US Supreme Court Overturns Ban on Bump Stocks
June 14, 2024- Posted by Larry E. Holtz, Esq.
On June 14, 2024, the United States Supreme Court, in a 6-3 decision in Garland v. Cargill, threw out a ban on bump stocks, finding that the Justice Department exceeded its authority by classifying the device, which modifies a semiautomatic weapon to fire with the speed and lethality of military arms, as a machine gun.
The opinion, authored by Justice Clarence Thomas, strikes down a rule issued in the aftermath of a 2017 massacre in Las Vegas, Nevada, when a gunman using semiautomatic rifles equipped with bump stocks fired hundreds of rounds into a crowd, killing 58 people and wounding over 500 more.
Federal law defines a “machinegun” as “any weapon which shoots, is designed to shoot, or can be readily restored to shoot, automatically more than one shot, without manual reloading, by a single function of the trigger.” 26 U.S.C. §5845(b). With a machinegun, a shooter can fire multiple times, or even continuously, by engaging the trigger only once. This capability distinguishes a machinegun from a semiautomatic firearm. With a semiautomatic firearm, the shooter can fire only one time by engaging the trigger. Using a technique called bump firing, shooters can fire semiautomatic firearms at rates approaching those of some machineguns. Although bump firing does not require any additional equipment, a “bump stock” is an accessory designed to make the technique easier.

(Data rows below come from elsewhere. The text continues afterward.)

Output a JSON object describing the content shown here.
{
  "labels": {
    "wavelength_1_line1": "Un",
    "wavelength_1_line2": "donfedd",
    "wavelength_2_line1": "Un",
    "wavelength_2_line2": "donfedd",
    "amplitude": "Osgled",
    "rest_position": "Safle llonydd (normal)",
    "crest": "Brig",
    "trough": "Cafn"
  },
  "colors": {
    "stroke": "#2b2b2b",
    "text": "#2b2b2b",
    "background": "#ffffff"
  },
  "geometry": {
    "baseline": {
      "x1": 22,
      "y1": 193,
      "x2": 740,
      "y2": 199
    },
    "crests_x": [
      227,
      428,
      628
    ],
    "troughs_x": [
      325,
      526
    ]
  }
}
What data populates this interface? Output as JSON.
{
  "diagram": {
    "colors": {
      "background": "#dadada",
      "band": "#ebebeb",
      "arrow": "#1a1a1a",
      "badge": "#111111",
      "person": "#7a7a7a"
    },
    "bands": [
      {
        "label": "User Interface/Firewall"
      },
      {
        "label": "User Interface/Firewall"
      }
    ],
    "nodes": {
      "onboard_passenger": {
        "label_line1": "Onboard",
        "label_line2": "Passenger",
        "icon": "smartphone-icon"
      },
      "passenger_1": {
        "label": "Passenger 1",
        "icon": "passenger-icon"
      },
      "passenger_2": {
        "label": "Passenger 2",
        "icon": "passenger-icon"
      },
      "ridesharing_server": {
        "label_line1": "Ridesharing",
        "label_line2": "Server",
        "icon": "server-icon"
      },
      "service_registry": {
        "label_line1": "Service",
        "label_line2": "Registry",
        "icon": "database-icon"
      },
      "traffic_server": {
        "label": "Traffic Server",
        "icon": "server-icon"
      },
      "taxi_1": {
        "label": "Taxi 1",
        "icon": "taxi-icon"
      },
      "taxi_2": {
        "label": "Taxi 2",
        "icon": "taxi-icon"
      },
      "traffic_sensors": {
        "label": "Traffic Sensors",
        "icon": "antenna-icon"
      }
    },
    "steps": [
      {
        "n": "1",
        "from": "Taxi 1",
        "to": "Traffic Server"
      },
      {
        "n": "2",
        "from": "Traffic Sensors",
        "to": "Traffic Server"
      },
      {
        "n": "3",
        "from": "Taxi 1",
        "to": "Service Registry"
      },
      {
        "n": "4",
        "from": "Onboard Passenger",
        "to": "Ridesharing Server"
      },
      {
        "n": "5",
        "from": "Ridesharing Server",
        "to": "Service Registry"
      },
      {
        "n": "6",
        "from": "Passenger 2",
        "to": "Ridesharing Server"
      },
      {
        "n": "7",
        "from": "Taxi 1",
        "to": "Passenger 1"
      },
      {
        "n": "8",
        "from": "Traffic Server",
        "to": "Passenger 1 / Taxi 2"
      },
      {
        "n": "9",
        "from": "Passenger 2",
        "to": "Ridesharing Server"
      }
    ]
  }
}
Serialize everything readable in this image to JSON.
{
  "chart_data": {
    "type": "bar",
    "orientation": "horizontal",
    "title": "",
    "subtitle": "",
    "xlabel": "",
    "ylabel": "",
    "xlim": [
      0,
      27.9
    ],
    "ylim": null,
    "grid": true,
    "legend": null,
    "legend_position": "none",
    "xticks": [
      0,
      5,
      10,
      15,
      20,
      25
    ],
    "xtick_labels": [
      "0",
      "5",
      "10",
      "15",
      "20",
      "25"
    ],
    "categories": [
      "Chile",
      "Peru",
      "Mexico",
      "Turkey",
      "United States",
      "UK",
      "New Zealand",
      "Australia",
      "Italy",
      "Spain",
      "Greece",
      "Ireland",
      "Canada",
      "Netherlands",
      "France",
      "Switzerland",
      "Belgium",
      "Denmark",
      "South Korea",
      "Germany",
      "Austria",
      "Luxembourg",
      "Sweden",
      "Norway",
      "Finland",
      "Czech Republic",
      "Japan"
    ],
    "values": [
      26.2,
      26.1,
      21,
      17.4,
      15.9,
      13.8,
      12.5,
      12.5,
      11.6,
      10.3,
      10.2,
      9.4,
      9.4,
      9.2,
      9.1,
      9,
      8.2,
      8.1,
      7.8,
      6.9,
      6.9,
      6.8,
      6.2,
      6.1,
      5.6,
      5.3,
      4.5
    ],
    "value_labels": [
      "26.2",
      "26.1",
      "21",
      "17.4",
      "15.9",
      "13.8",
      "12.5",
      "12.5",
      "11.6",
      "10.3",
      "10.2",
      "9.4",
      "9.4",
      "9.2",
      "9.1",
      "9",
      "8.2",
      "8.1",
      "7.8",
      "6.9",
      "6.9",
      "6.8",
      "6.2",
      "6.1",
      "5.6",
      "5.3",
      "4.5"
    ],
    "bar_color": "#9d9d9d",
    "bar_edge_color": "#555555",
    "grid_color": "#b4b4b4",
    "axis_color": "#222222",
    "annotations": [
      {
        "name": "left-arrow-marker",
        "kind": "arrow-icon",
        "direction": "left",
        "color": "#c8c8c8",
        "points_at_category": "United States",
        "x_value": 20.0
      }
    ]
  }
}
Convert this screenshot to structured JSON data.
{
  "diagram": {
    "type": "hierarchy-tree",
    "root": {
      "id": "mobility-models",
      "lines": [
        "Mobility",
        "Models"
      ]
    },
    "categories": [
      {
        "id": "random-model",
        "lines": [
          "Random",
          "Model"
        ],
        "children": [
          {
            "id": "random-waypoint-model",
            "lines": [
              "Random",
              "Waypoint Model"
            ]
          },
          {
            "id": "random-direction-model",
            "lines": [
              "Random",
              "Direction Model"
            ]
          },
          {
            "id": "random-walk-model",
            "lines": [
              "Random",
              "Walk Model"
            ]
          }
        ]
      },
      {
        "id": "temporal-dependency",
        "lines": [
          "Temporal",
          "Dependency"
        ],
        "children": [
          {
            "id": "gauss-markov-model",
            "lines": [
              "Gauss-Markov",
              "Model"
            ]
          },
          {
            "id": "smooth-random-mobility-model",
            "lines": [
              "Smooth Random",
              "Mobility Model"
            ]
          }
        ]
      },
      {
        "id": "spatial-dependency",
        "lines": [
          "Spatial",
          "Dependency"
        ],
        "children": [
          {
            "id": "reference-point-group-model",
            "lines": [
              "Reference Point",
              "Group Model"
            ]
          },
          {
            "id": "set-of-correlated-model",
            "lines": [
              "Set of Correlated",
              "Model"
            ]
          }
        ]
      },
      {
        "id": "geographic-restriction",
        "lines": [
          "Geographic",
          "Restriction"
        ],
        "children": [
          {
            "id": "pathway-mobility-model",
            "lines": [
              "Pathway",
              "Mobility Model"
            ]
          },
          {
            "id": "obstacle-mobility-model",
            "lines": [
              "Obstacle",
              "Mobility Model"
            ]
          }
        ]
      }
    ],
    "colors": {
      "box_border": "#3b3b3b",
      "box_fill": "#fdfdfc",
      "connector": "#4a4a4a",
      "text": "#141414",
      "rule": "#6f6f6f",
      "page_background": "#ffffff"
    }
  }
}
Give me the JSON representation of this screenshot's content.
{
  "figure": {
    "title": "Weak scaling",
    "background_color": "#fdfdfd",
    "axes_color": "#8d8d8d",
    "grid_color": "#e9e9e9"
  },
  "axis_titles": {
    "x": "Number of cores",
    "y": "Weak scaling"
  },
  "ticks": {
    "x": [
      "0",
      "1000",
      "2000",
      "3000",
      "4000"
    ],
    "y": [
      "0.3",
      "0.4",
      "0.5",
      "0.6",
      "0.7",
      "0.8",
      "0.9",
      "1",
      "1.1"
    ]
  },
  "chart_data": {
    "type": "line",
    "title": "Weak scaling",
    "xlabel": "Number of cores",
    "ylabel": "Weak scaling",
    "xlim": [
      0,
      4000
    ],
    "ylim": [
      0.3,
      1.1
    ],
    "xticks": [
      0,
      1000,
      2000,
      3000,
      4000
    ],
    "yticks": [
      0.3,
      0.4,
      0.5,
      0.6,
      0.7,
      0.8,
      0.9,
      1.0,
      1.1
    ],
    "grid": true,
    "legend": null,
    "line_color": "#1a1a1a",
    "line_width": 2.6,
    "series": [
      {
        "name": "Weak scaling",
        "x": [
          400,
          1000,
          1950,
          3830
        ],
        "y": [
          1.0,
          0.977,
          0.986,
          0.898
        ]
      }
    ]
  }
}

“This case asks whether a bump stock—an accessory for a semi-automatic rifle that allows the shooter to rapidly reengage the trigger (and therefore achieve a high rate of fire)—converts the rifle into a “machinegun.” The Court held that it does not. Said the Court: “We conclude that semiautomatic rifle equipped with a bump stock is not a “machinegun” because it does not fire more than one shot “by a single function of the trigger.”
For many years, the Bureau of Alcohol, Tobacco, Firearms and Explosives (ATF) consistently took the position that semiautomatic rifles equipped with bump stocks were not machineguns under §5845(b). The ATF abruptly changed course after the 2017 Las Vegas massacre, reversing its previous guidance and amending its regulations to provide that bump stocks are machineguns. See 83 Fed. Reg. 13442. The new Rule ordered owners of bump stocks either to destroy or surrender them to ATF to avoid criminal prosecution
In this case, Michael Cargill surrendered two bump stocks to ATF under protest, and then filed suit to challenge the Rule, arguing that the ATF lacked statutory authority to promulgate the Rule because bump stocks are not “machineguns” as defined in §5845(b). At the Supreme Court, Justice Thomas, joined by Chief Justice Roberts and Justices Alito, Gorsuch, Kavanaugh, and Barrett, agreed, holding that the ATF exceeded its statutory authority by issuing a Rule that classified a bump stock as a “machinegun” under §5845(b).
Said the Court: A semiautomatic rifle equipped with a bump stock is not a “machinegun” as defined by §5845(b) because: (1) it cannot fire more than one shot “by a single function of the trigger” and (2) even if it could, it would not do so “automatically.” A bump stock merely reduces the amount of time that elapses between separate “functions” of the trigger. Accordingly, the ATF exceeded its statutory authority by issuing a Rule that classifies bump stocks as machineguns.